A recent high school graduate has used AI to generate nude portraits, and the results are so disturbing.
By combining a collection of nude portraits and a methodology called Progressive Growing of GANs, Robbie Barrat (aka @DrBeef_) attempted to train a neural network to generate its own nude portraits.
GANs, or Generative Adversarial Networks, are computer networks that learn by generating new data based on an existing datasets, then evaluating if this new data fits with the existing data.
Both the generating aspect of the network and the evaluating part learn by competing with each other. The generator tries to fool the evaluator into believing its new data belongs in the original dataset and the evaluator tries to catch out the generator.
The "Progressive Growing" aspect refers to how new data is introduced to the network in a way that gradually increases complexity to help the AI software learn while remaining stable.
Ultimately, Barrat admitted on his website, the machine failed to learn proper human anatomy. Instead, it started generating surreal and rather disturbing blobs of flesh.
The result? Beautiful and unnerving art.
Here are some AI generated nude portraits I've been working onπ
β Robbie Barrat (@videodrome) March 27, 2018
Usually the machine just paints people as blobs of flesh with tendrils and limbs randomly growing out - I think it's really surreal. I wonder if that's how machines see us... pic.twitter.com/tYgzCHGfse
The thought is unsettling. Because while some of the portraits got remarkably close to resembling a human body, some of them were just way off.
(Robbie Barrat)
But this was all part of the original idea. Breaking the stereotype of the "sex-crazed" youth, Barrat wasn't interested in generating sexual or even realistic nudes. The goal was to combine his passion for art and machine learning.

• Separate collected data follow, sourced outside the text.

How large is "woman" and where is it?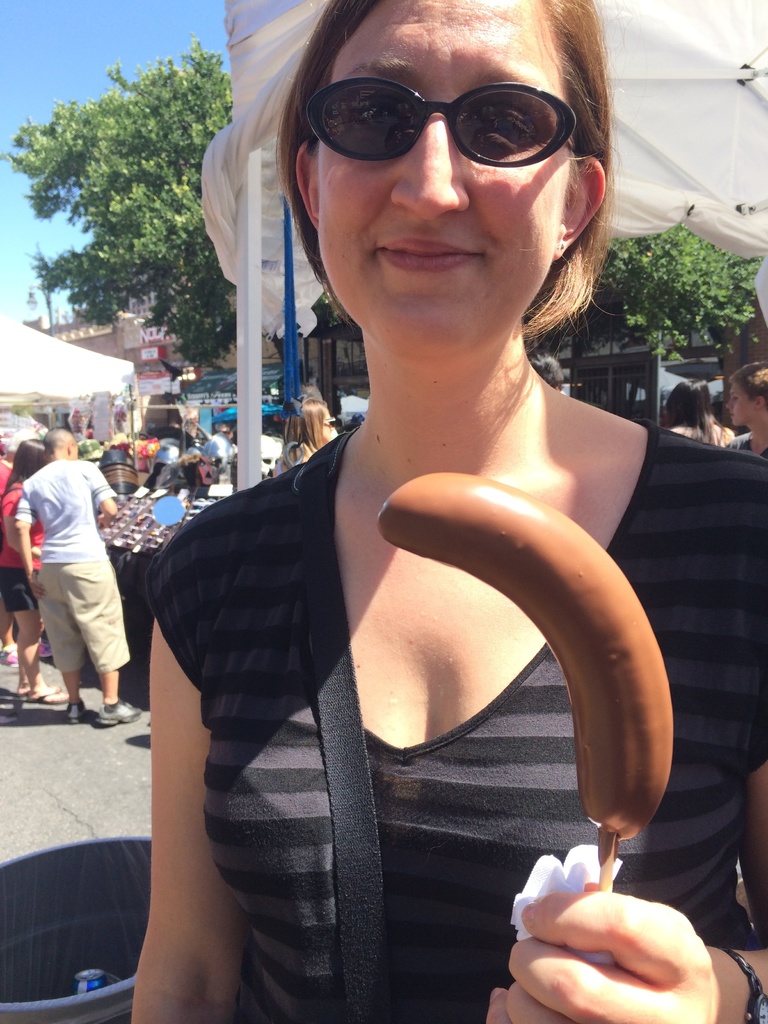
Bounding box: {"left": 0, "top": 435, "right": 70, "bottom": 705}.
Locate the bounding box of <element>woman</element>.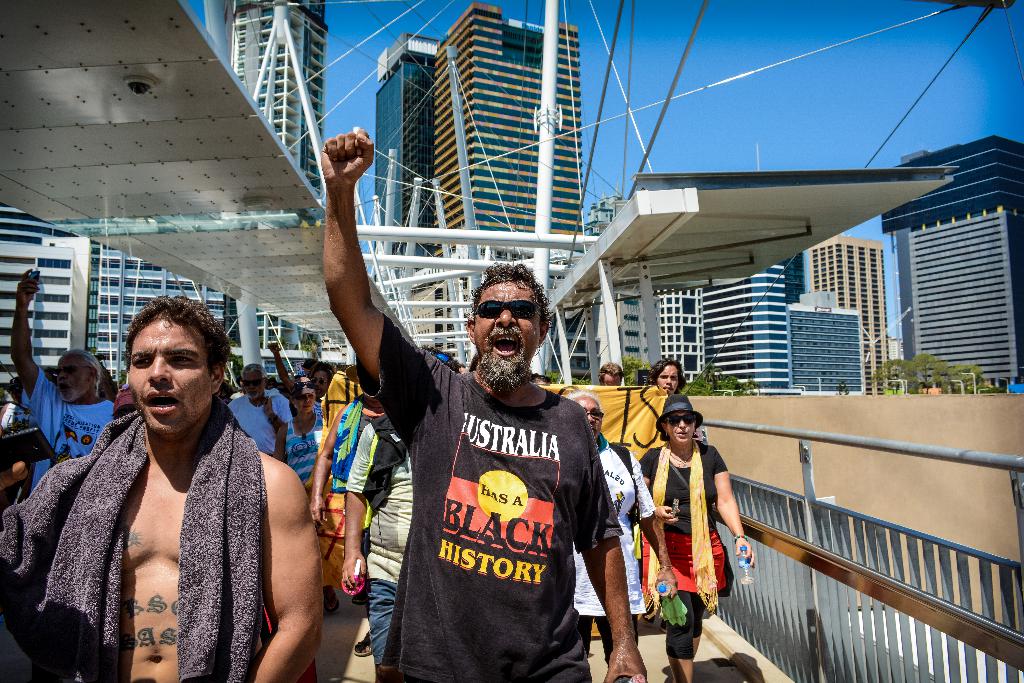
Bounding box: region(638, 392, 759, 682).
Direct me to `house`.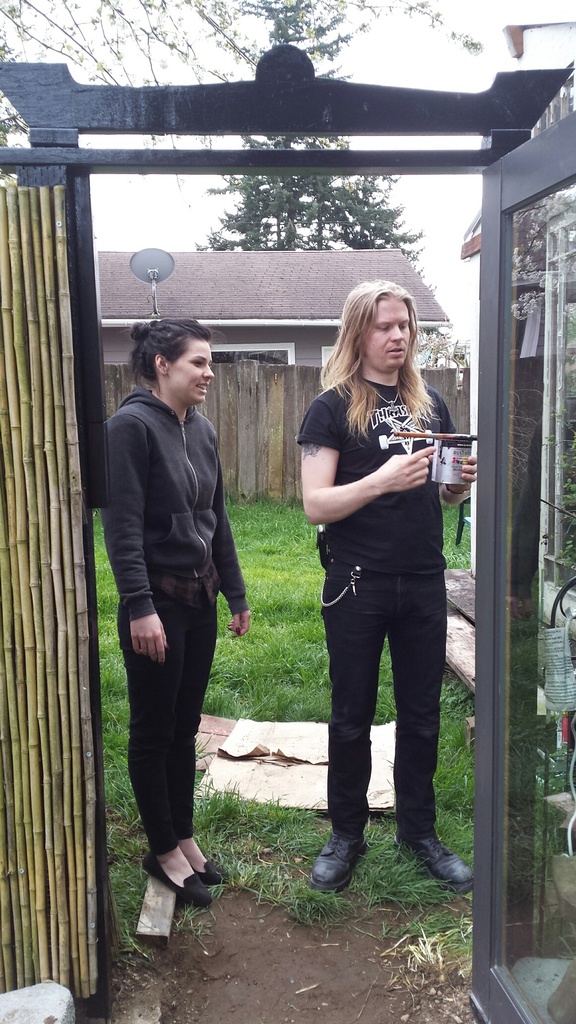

Apart from portraits, Barrat also trained the AI to generate landscape paintings. And while the AI had a much easier time generating an image of the environment, Barrat isn't always looking for the most perfect output.
Some similar outputs from the landscape GAN - it was a *lot* harder to find super strange outputs, i guess because landscapes are easier for the GAN to paint that nude portraits?
β Robbie Barrat (@videodrome) April 25, 2018
I really think that these are more interesting/significant than the "good" outputs. pic.twitter.com/mwUgo9rcaP
In fact, sometimes he prefers the images to not resemble anything at all.
I'm actually really interested in the AI-generated paintings that resemble nothing from the training set. They're pretty easy to write off as noise, or a spot in latent space where the GAN stopped learning early on, but there's something interesting about them. pic.twitter.com/kitJA6Kvef
β Robbie Barrat (@videodrome) April 25, 2018
Some slightly more gruesome portraits from the same series... the dark red bits in between the gaps in skin look oddly like bloodied flesh - there was nothing like that in the training set, though. pic.twitter.com/EJqBidZ1oG
β Robbie Barrat (@videodrome) April 10, 2018
Still, the artist admitted he's not immune to the unsettling nature of the AI's portraits.
The nude-portrait AI's paintings make me feel weirdly uncomfortable, but when it paints figures that don't even *remotely* resemble flesh or people, it makes me deeply uneasy and a bit nauseous.
β Robbie Barrat (@videodrome) April 24, 2018
Everything just looks so horrible and alien. pic.twitter.com/t7zNy6LOmS
What's art without a bit of discomfort?